In a discussion later, about how friendly people were and relatively tolerant of a bunch of theatre weirdos, the burly Californian said that he didn't think a man could walk down the street in a dress here and feel comfortable.

"Didn't you see the two guys at the museum?" I asked.
"What two guys?"
"The only other people there apart from us."
"That was a guy and a girl."
"I don't think so."
"....No.  You think?  She was a girl."
"Maybe that person is transitioning, or presenting female, but I think they were both biologically male.  It doesn't matter, but you didn't notice.  The difference is not wearing a dress, it’s the difference in the person wearing it.  You, big, burly Californian with a beard, are going to create a different situation in a dress than, say, short, fair haired cherub faced Utahan, would.  I don't think it matters what state you're in."

One of my refrains when I was a kid was that I wished I'd been born a boy.  I don't remember why until puberty when I really, really wished I was a boy and could avoid all these feminine mysteries.
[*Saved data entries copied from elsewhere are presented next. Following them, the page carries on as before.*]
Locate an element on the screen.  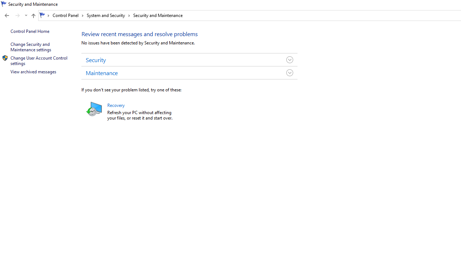
System is located at coordinates (4, 4).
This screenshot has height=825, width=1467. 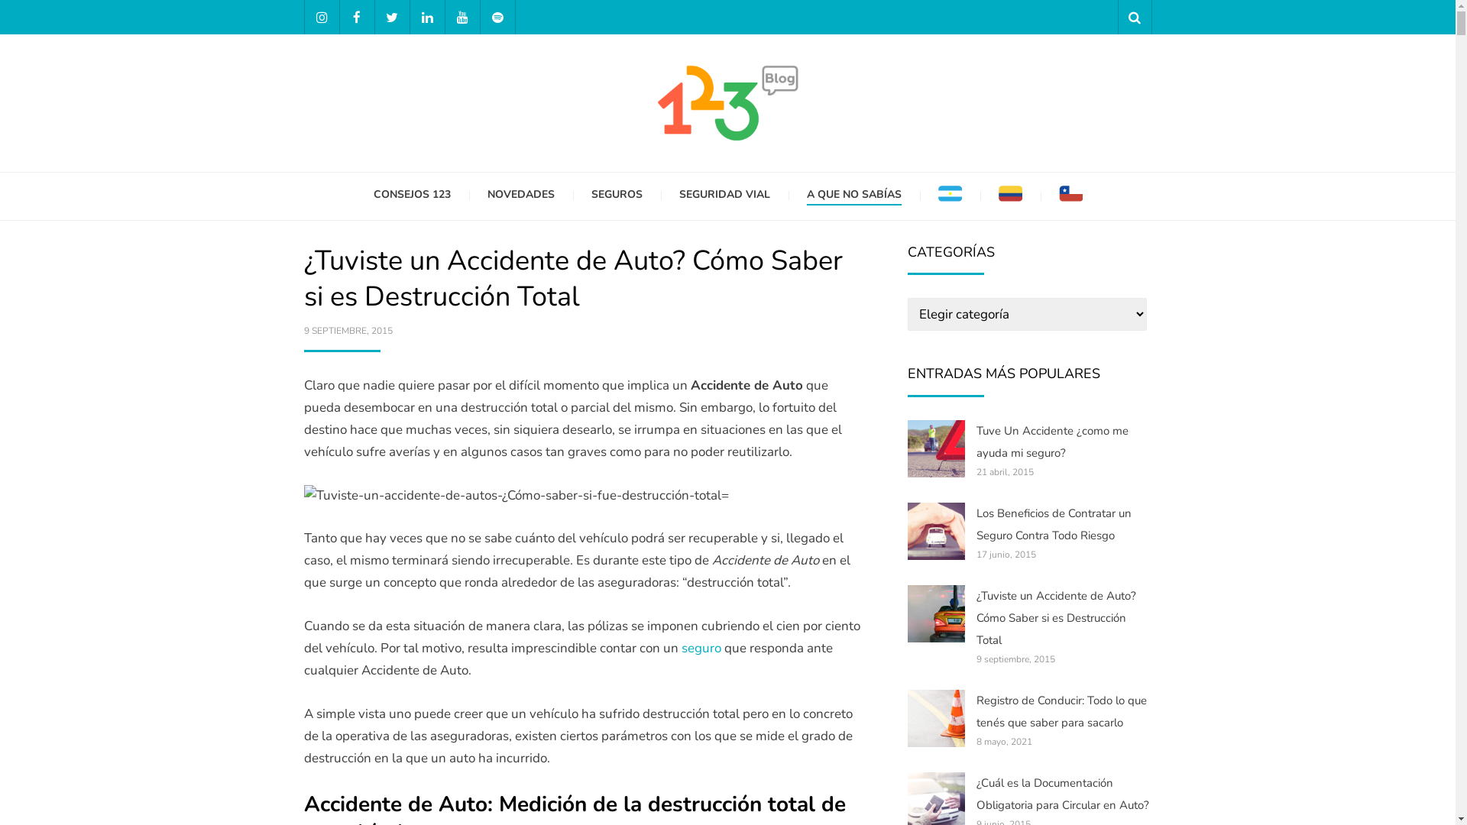 I want to click on 9 SEPTIEMBRE, 2015, so click(x=349, y=331).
I've never been feminine.  I think I've always been a girl, though.  Or I've gotten used to it.  At 12, I might have gladly switched.  Now, I don't care much for the flesh suit I live in, but it would feel strange to trade it for a different one.

It's why I hate the, "all women are beautiful," stuff.  No.  I think it's perfectly healthy to have a grip on my limitations, as well as to recognise I have no obligation to be beautiful.  I have an obligation to be who I am comfortable being.  I don't feel limited by my lack of desire to wear a bikini any more than being glad I don't have children.  That’s not what I want to do.

I guess those, "to have a bikini body, put a bikini on your body," things are intended for people who would wear one, but, and to say, "no, the but is in your mind, do what you want."  And what I want is to not wear one, or heels, or dresses, but I resent a little bit that femininity and being female are supposed to be the same thing,  as though I'm supposed to want any of those things inherently.

I think I've spent too much time in the last decade trying to pay attention to expectations that, now that I notice them, I think they'really supposed to apply to me, rather than to someone who has been absorbing exterior information about who they're supposed to be for years.